Federal Jurisdiction re: State Cases: GENERAL

A

SCOTUS will NOT exercise jurisdiction if the state court judgment is based on ADEQUATE AND INDEPENDENT state law ground EVEN IF federal issues are involved.

48
Q

Federal Jurisdiction re: State Cases: ADEQUATE STATE LAW GROUNDS

A

State law grounds are adequate if they are fully dispositive of the case (T4: SCOTUS CANNOT hear the case)
.
→ NOT based on federal case interpretations of identical federal provisions; AND
→ State ct.

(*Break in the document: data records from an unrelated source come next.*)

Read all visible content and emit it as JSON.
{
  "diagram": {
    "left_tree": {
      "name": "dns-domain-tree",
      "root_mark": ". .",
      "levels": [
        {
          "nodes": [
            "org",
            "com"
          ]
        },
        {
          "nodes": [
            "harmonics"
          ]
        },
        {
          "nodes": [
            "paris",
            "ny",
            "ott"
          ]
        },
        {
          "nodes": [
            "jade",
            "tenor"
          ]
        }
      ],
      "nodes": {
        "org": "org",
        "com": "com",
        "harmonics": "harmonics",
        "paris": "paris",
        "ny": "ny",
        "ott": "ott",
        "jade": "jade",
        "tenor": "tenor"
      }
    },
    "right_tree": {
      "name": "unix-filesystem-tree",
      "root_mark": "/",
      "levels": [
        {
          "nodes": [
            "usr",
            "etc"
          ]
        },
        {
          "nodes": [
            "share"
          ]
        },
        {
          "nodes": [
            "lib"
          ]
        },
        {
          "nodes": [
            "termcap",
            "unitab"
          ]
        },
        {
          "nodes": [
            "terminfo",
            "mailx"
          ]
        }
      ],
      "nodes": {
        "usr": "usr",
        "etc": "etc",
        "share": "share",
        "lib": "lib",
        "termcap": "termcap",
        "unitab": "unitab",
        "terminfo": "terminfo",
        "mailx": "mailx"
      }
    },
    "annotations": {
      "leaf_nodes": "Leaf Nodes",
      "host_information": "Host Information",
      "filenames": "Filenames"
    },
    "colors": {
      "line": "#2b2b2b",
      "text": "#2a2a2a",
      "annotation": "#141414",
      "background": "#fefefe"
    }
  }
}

CLEARLY INDICATED that its decision rests on state law.

49
Q

Federal Jurisdiction: POLITICAL QUESTIONS

A

Political Questions will NOT be decided by SCOTUS.

50
Q

Federal Standing: Political Question: GENERAL

A

An issue is a political question if it is: (1) K committed to another branch of government; OR (2) inherently INCAPABLE of judicial resolution.

51
Q

Doctrine of Sovereign Immunity

A

Bars suits against a state government in state court UNLESS the D state consents.
→ Even on federal claims.
· Does NOT extend to actions against local governments, actions by the US or other states, OR proceedings in federal bankruptcy courts.

52
Q

Doctrine of Sovereign Immunity: EXCEPTIONS

A

1) Certain actions against state officiers.
2) Congress REMOVES the immunity.

53
Q

Doctrine of Sovereign Immunity: Exception: CERTAIN ACTIONS AGAINST STATE OFFICERS

A

The following actions CAN be brought against state officers in federal court DESPITE the 11th A.:
1) Actions to enjoin an officer from FUTURE conduct that VIOLATES the K or federal law
→ EVEN IF this will require prospective payment from the state
AND 2) Actions for damages against officer personally.

54
Q

Doctrine of Sovereign Immunity: Exceptions: CONGRESS REMOVES IMMUNITY

A

Congress CAN remove 11th A. immunity as to actions created UNDER 14A BUT IT MUST BE UNMISTAKABLY CLEAR that Congress intended to remove immunity.

55
Q

Legislative Power: ENUMERATED & IMPLIED POWERS

A

Congress can exercise those powers ENUMERATED in the K PLUS all auxiliary powers NECESSARY AND PROPER to carry out all powers vested in the federal government.

56
Q

Enumerated & Implied Powers: NECESSARY AND PROPER POWER

A

Congress has the power to make all laws necessary and proper for executing ANY power granted to ANY branch of the federal government.

57
Q

Legislative Power: ENUMERATED K Powers

A

1) Taxing Power;
2) Spending Power;
3) Commerce Power;
4) War (and related) Power;
5) Investigatory Power;
6) Property Power;
7) No Federal Police Power;
8) Bankruptcy Power;
9) Postal Power;
10) Power over Citizenship;
11) Admiralty Power;
12) Power to Coin Money, Fix Weights and Measurements; AND
13) Patent/Copyright Power.

58
Q

Legislative Power: TAXING

A

Congress has the power to tax.
· Most taxes will be upheld if:
(1) They bear some REASONABLE RELATIONSHIP to REVENUE PRODUCTION; OR
(2) if Congress has the POWER TO REGULATE the activity being taxed.

59
Q

Legislative Power: Spending

A

Congress MAY spend to PROVIDE FOR THE COMMON DEFENSE AND GENERAL WELFARE.
· T4: Spending MAY be for ANY PUBLIC purpose (limited by K).
→ Congress CANNOT LEGISTLATE for common defense or general welfare.

60
Q

Legislative Power: COMMERCE: General

A

Congress has the power to regulate all foreign and interstate commerce.
→ COMMERCE CLAUSE

61
Q

Commerce Clause

A

A federal law regulating interstate commerce MUST EITHER:
· Regulate the CHANNELS of interstate commerce;
· Regulate the INSTRUMENTALITIES of interstate commerce (and persons, things in interestate commerce); OR
· Regulate ACTIVITIES that have a SUBSTANTIAL EFFECT on interstate commerce.